Ancient expressions at Chimera

Jeff Hanks’ expertly crafted pottery and my canvas “Live Sea Scrolls” would seem to have little in common. Yet we both found that we are working in very old mediums which overlap in man’s history.

Jeff Hanks’ expertly crafted pottery and my canvas “Live Sea Scrolls” would seem to have little in common. Yet we both found that we are working in very old mediums which overlap in man’s history.

Pottery was used in very ancient human settlements.Some of the settlements, with hot pits used as firing kilns, are now dated over 6,000 years old.

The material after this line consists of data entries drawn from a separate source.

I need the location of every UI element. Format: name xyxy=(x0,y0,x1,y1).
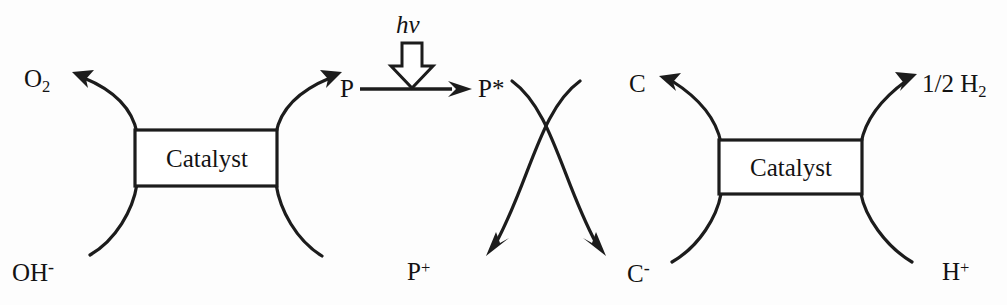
curve-water-oxidation-out xyxy=(72,70,137,133)
curve-pstar-to-cminus xyxy=(512,81,606,256)
curve-catalyst-left-to-p xyxy=(276,70,342,133)
label-photosensitizer-oxidized: P+ xyxy=(407,259,430,284)
label-proton: H+ xyxy=(942,259,969,284)
label-photosensitizer-excited: P* xyxy=(478,76,504,101)
photon-block-arrow xyxy=(391,43,433,88)
label-relay-reduced: C- xyxy=(627,259,650,286)
photocatalysis-diagram: O2 OH- Catalyst P hv P* P+ C C- Catalyst… xyxy=(0,0,1007,305)
curve-cminus-in xyxy=(672,194,721,262)
label-relay: C xyxy=(629,71,646,96)
diagram-vector-layer xyxy=(0,0,1007,305)
catalyst-left-label: Catalyst xyxy=(155,145,259,173)
curve-catalyst-left-from-pplus xyxy=(276,184,322,256)
label-oxygen: O2 xyxy=(24,66,50,95)
curve-hydroxide-in xyxy=(90,184,137,255)
arrowhead-o2 xyxy=(72,70,94,88)
arrowhead-cminus xyxy=(583,232,606,256)
curve-relay-out xyxy=(659,73,721,143)
curve-c-to-pplus xyxy=(486,81,580,256)
arrowhead-c xyxy=(659,73,681,91)
curve-proton-in xyxy=(861,194,912,262)
label-photon-hv: hv xyxy=(396,11,420,39)
label-hydrogen: 1/2 H2 xyxy=(922,71,987,100)
catalyst-right-label: Catalyst xyxy=(739,154,843,182)
curve-hydrogen-out xyxy=(861,72,917,143)
label-photosensitizer: P xyxy=(340,76,354,101)
label-hydroxide: OH- xyxy=(12,258,54,285)
arrowhead-pplus xyxy=(486,232,509,256)
arrowhead-to-p xyxy=(320,70,342,88)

Hanks’ upcoming show features saggar-fired pieces, a more recent version of the firing pit, using a large ceramic container. Ancient pots took on additional artistic characteristics as the artisans scribed them with writing symbols denoting contents or giving them religious power. Some of the African writing on pots or slabs predates even Egyptian hieroglyphics.

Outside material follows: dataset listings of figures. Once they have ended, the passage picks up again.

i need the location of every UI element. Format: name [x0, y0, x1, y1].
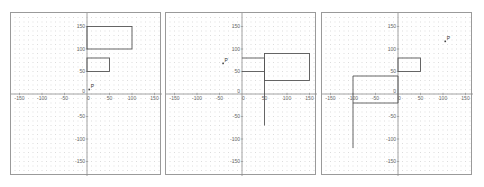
y-tick-label: 100 [388, 46, 397, 52]
y-tick-label: -150 [230, 158, 240, 164]
y-tick-label: 0 [82, 88, 85, 94]
x-tick-label: 100 [439, 95, 448, 101]
y-tick-label: 150 [77, 23, 86, 29]
y-tick-label: 150 [232, 23, 241, 29]
y-tick-label: -100 [75, 136, 85, 142]
x-tick-label: 100 [128, 95, 137, 101]
y-tick-label: 100 [77, 46, 86, 52]
x-tick-label: 150 [305, 95, 314, 101]
x-tick-label: 100 [283, 95, 292, 101]
y-tick-label: -50 [233, 113, 240, 119]
x-tick-label: 50 [418, 95, 424, 101]
y-tick-label: 0 [237, 88, 240, 94]
y-tick-label: 50 [390, 68, 396, 74]
x-tick-label: -100 [37, 95, 47, 101]
x-tick-label: 50 [107, 95, 113, 101]
rectangle-shape [87, 27, 132, 50]
x-tick-label: 0 [87, 95, 90, 101]
coordinate-plane-1: -150-150-100-100-50-50005050100100150150… [10, 12, 161, 175]
point-label: P [447, 35, 451, 41]
y-tick-label: 50 [79, 68, 85, 74]
y-tick-label: -100 [386, 136, 396, 142]
coordinate-plane-2: -150-150-100-100-50-50005050100100150150… [165, 12, 316, 175]
x-tick-label: 150 [461, 95, 470, 101]
point-label: P [91, 83, 95, 89]
coordinate-plane-3: -150-150-100-100-50-50005050100100150150… [321, 12, 472, 175]
y-tick-label: -50 [78, 113, 85, 119]
x-tick-label: -150 [325, 95, 335, 101]
x-tick-label: -150 [169, 95, 179, 101]
y-tick-label: 0 [393, 88, 396, 94]
y-tick-label: -150 [75, 158, 85, 164]
x-tick-label: -150 [14, 95, 24, 101]
y-tick-label: -50 [389, 113, 396, 119]
x-tick-label: 0 [242, 95, 245, 101]
x-tick-label: 150 [150, 95, 159, 101]
point-label: P [225, 57, 229, 63]
x-tick-label: -50 [61, 95, 68, 101]
y-tick-label: -150 [386, 158, 396, 164]
rectangle-shape [87, 58, 110, 72]
x-tick-label: -100 [192, 95, 202, 101]
rectangle-shape [398, 58, 421, 72]
x-tick-label: 0 [398, 95, 401, 101]
x-tick-label: -50 [216, 95, 223, 101]
y-tick-label: 50 [234, 68, 240, 74]
y-tick-label: 100 [232, 46, 241, 52]
x-tick-label: -50 [372, 95, 379, 101]
y-tick-label: -100 [230, 136, 240, 142]
y-tick-label: 150 [388, 23, 397, 29]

I became interested in very old writing systems when I discovered that the common belief that Africans never developed written language was totally untrue. They had many written languages, anthropologists have discovered. Often they are artfully constructed, beautiful and mysterious. I started using them in my canvas scrolls in the last couple years. I had already been using Japanese Kanji writing in my paper media paintings for years.

The scrolls themselves are an ancient medium, although the creators of the pre-B.C. Dead Sea scrolls used animal parchment or papyrus for their writing. Canvas was not used commonly until the early 1400s. I use raw cotton canvas, liking the untreated canvas effect with lots of barely controlled bleeding and unpredictable affects. Staining with tea gives it this old, atmospheric look. I’m not yet ready to prepare animal skins for painting, although obviously, they would last!

Potter Hanks has some high-quality Lopez clay he acquired recently, and passed some on to me to experiment with. The Lopez clay is gorgeous stuff, but I’ve learned great respect for Jeff’s handling of it after my multiple awkward attempts and small-scale disasters. Nevertheless, I’ll use some in at least two art pieces. Hanks intends to fire some pieces made of the local clay, which is also an ancient way of working. Potters often dug up their own clay, and still do in some parts of the world.

“There are some little stones in some of the Lopez clay,” says Hanks, “which may explode the pot in the saggar, or may show up as a nice texture on the outside.”

Another similarity between Jeff and I is that we both like the unpredictability of our processes The paint may bleed this way or that in the raw canvas, or the glazes may bleed one way or another. The saggar firing, at 1600 degrees, where salt or kelp is sometimes added during firing to the big container, will inevitably make fascinating salt-effect colors or patterns in Jeff’s pottery and is by nature unpredictable.

I feel that if everything were predicable, we might as well do engineering drawings or production wine bottles. It’s more possible pain, but more fun in this slightly crazy way.

My Island Boxes are also a bit crazy, some would agree. There, the materials and contents and hidden stories are no-holds-barred. But they have to be small, to fit in these little capsulated worlds. Art history is served, too: there were boxes with mysterious contents in King Tut’s tomb.

Our show runs at Chimera Gallery until Nov. 13. hours are 10 a.m. to 5 p.m., Thursday through Sunday.